27 Feb

ACF 6.2.7 Security Release

By Liam Gladdy

Advanced Custom Fields version 6.2.7 is now available.

This release contains important security fixes, and enables the new the_field escaping behavior described in our release post for 6.2.5

It also contains a new filter to help you increase security when you use the ACF Shortcode by limiting the fields it can access, although we still recommend users who are not using the shortcode to disable it entirely as detailed below.

👨‍💻 Please find the release notes below. And for the latest ACF news, follow us on Twitter @wp_acf.

We take the security of ACF extremely seriously and are always working on protecting our users. If you have discovered a vulnerability in the code or have a security issue, please see our Security page for more information.

Escaping of the_field and the_sub_field

This release enables the automatic escaping of potentially unsafe HTML when using the_field and the_sub_field to output a field value following the addition of warnings for this in ACF 6.2.5.

For full details, information on the filters available to modify the behavior, and how to change your code if you do need to output potentially unsafe HTML, please see the release post for 6.2.5.

In ACF 6.2.7, the warning when we detect a change to a field’s output will occur has changed to an error stating the output has changed.

Additional Security Fixes

ACF 6.2.7 also includes two further security fixes, and a host of other security improvements. Specifically, two potential XSS vulnerabilities have been fixed, one affecting select2 field rendering where a value contains HTML, and another affecting field names or Flexible Content field layout names where unsafe HTML could be saved.

Additionally, we’ve made a sweep of all ACF’s own HTML output to ensure we escape any translated strings, or any other output of content in ACF’s admin screens to ensure it is escaped.

Security and the ACF Shortcode

The ACF shortcode is a legacy feature designed to allow your users to output ACF data stored anywhere in your database, on a post or a page.

In the past few years, we’ve made significant progress on improving the security of the ACF shortcode. In ACF 5.11.2, we prevented the shortcode from being able to access non-ACF post meta values, and in ACF 6.0.3 we introduced further changes to ensure only users who have the publish_posts permission are able to preview the ACF shortcode, meaning contributors are unable to use preview modes to view ACF data without authorisation, and we’ve even reported shortcode vulnerabilities in WordPress core which have been patched.

That said, the fundamental premise of the ACF shortcode is to allow users to access that data, should they know the ACF field name or key, and where the data is stored, whether that’s in posts (including private posts), users, terms or options pages.

This isn’t an issue if you trust all your users who have the publish_posts permission, however if you don’t – for example, you hide some option pages from users with that permission, and the user knows your field name or key, they could use the shortcode to publish a post which exposes that information.

For this reason, since ACF 6.0.3 we’ve recommended users disable the shortcode if they’re not using it.

Following a recent vulnerability report made to the ACF team, describing our documented behavior as a security vulnerability, we’ve decided to begin the process of disabling the ACF shortcode by default, for new installs of ACF after the release of ACF 6.3. Existing installs of ACF will not be affected by this change

From ACF 6.3 due for release later this year, if we detect your ACF was first installed after the release of ACF 6.3, the shortcode will be disabled by default, and require explicit opt-in to enable it, using the following code:

add_action( 'acf/init', 'enable_acf_shortcode' );
function enable_acf_shortcode() {
    acf_update_setting( 'enable_shortcode', true );
}

In addition to this, ACF 6.2.7 contains a new filter which allows you to limit the values accessible to the ACF Shortcode.

This filter, acf/shortcode/prevent_access, allows you to return true to disallow access to that field type. For example, you could prevent access to any fields stored as options, or any field values on a user or on a post or page with private visibility.

For full information on the filter, along with example code for each of those examples, please view the filter documention

Changelog

  • Security Fix – the_field now escapes potentially unsafe HTML as notified since ACF 6.2.5. For full information, please read the release blog post
  • Security Fix – Field and Layout names are now enforced to alphanumeric characters, resolving a potential XSS issue
  • Security Fix – The default render template for select2 fields no longer allows HTML to be rendered resolving a potential XSS issue
  • Security Enhancement – A acf/shortcode/prevent_access filter is now available to limit what data the ACF shortcode is allowed to access
  • Security Enhancement – i18n translated strings are now escaped on output
  • Enhancement – ACF now universally uses WordPress file system functions rather than native PHP functions

For questions and help about this release, please contact our support team.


### [Task objective]
Pull every line holding the word "Exporting" from the data below and copy it.

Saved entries

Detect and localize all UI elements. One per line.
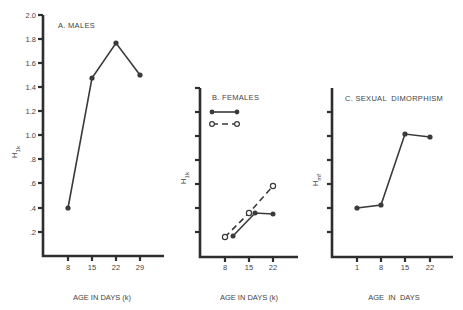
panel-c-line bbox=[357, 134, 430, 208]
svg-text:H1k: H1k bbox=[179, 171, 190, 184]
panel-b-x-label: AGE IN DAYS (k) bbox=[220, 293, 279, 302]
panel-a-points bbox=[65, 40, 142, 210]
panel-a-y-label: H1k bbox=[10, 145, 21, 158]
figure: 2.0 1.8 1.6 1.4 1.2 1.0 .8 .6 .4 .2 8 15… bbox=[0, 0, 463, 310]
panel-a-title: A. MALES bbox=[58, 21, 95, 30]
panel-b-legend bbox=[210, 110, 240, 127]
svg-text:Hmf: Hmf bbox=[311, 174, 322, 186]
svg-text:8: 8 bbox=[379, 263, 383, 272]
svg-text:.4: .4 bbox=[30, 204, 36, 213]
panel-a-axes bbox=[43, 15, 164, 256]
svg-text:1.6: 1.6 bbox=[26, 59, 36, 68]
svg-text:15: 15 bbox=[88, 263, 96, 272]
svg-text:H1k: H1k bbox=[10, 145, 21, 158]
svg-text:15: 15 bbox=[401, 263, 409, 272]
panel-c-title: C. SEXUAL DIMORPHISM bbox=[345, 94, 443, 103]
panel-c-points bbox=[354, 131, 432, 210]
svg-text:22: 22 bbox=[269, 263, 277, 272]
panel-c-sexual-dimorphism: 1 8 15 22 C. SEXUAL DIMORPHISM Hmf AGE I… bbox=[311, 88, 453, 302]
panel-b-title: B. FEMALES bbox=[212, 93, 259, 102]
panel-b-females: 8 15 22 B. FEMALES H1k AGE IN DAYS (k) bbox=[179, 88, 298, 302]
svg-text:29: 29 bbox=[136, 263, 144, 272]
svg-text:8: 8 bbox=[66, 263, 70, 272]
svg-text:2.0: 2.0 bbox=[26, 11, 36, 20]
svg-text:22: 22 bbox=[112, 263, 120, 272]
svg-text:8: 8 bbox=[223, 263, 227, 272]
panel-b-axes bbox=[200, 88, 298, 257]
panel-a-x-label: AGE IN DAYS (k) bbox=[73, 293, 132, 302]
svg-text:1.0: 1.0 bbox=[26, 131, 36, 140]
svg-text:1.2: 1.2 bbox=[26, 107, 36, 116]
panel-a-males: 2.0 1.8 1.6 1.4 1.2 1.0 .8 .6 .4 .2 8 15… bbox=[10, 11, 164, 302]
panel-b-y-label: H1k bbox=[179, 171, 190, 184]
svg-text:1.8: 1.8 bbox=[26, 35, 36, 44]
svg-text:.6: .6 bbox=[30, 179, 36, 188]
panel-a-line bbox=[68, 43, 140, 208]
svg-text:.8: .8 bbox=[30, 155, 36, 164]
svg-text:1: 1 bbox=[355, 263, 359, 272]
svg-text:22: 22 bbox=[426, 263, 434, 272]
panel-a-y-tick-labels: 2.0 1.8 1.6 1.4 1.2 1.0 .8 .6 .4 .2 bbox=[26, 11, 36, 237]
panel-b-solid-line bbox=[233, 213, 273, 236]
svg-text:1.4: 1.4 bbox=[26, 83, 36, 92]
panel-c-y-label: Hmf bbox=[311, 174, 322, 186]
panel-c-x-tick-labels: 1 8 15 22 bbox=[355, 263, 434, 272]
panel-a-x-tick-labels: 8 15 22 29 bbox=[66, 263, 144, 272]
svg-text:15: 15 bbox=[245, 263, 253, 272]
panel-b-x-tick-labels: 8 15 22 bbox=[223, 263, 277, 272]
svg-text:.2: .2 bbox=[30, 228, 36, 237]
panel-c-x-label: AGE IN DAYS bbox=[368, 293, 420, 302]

==

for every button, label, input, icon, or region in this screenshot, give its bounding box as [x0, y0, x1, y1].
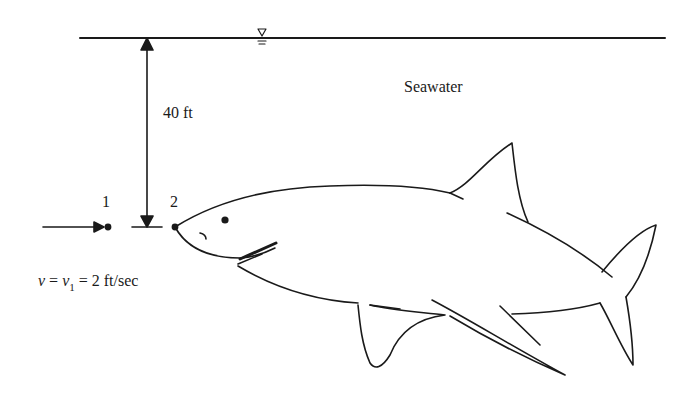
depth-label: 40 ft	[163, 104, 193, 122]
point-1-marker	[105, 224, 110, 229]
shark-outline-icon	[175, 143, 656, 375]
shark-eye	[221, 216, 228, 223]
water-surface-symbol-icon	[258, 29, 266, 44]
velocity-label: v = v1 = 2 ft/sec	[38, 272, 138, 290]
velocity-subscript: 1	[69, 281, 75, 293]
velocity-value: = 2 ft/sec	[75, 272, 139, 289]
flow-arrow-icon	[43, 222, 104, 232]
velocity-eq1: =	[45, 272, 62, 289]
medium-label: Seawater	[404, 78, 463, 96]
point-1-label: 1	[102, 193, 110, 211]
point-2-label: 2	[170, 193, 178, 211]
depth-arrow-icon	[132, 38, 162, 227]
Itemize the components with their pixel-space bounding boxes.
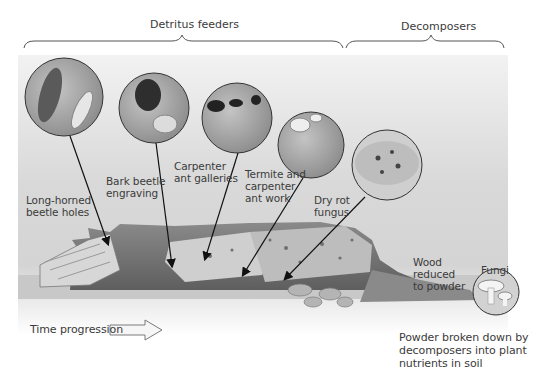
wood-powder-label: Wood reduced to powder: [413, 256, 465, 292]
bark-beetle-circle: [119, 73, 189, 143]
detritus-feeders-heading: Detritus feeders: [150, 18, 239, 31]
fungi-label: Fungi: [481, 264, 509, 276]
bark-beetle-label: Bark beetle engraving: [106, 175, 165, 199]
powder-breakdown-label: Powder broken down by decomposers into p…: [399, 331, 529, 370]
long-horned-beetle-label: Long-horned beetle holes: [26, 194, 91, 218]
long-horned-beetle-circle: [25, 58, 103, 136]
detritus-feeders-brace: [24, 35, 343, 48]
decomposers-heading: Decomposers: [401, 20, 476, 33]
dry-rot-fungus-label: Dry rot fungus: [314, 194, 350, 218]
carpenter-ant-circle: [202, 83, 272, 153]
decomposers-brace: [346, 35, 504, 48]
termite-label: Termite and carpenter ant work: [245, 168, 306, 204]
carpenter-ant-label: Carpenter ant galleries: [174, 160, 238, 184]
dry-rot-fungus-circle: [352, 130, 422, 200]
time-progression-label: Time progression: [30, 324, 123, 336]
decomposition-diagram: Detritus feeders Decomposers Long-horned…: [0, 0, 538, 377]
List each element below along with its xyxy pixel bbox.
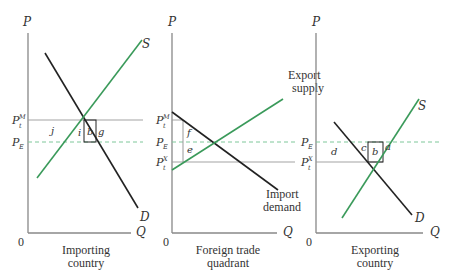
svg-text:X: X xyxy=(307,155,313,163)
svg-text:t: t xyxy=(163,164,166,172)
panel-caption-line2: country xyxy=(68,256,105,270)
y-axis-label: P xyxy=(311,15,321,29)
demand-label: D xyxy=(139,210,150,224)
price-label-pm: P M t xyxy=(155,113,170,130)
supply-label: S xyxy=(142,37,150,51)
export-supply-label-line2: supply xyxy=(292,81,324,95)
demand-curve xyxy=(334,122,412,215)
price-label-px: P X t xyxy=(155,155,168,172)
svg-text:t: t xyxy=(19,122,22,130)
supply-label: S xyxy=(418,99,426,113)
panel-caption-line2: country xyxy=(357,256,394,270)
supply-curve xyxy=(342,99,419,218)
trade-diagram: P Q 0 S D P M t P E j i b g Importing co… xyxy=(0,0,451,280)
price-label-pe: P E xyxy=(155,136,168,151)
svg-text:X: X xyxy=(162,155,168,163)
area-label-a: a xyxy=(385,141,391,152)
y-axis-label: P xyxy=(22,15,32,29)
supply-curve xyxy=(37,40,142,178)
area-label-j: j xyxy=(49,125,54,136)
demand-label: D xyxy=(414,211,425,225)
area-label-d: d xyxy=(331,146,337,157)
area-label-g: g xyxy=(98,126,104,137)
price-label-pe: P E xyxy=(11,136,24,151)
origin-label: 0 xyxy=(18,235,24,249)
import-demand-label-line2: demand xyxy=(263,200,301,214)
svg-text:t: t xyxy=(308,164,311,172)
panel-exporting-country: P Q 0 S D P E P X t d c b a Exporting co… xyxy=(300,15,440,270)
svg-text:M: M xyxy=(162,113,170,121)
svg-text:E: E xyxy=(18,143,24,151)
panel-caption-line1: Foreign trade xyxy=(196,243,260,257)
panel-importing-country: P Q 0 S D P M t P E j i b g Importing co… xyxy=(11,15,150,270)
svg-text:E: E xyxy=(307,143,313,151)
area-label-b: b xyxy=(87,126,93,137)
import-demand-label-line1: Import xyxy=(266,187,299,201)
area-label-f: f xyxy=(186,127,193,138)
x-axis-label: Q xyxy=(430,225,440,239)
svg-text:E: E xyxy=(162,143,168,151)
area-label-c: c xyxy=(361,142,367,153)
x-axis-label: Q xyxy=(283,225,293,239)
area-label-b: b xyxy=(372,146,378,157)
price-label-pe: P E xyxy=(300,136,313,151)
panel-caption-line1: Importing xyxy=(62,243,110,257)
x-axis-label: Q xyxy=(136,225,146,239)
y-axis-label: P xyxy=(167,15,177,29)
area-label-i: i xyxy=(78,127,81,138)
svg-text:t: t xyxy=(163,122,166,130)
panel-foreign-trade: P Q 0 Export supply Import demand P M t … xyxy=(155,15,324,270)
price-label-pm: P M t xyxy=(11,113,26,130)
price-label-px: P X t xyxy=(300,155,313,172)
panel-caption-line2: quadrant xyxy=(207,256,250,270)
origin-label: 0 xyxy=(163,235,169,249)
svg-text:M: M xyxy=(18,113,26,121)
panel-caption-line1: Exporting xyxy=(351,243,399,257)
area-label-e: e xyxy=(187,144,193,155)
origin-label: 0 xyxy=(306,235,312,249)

### [Task solution]
panel-exporting-country: P Q 0 S D P E P X t d c b a Exporting co… xyxy=(300,15,440,270)
panel-caption-line1: Exporting xyxy=(351,243,399,257)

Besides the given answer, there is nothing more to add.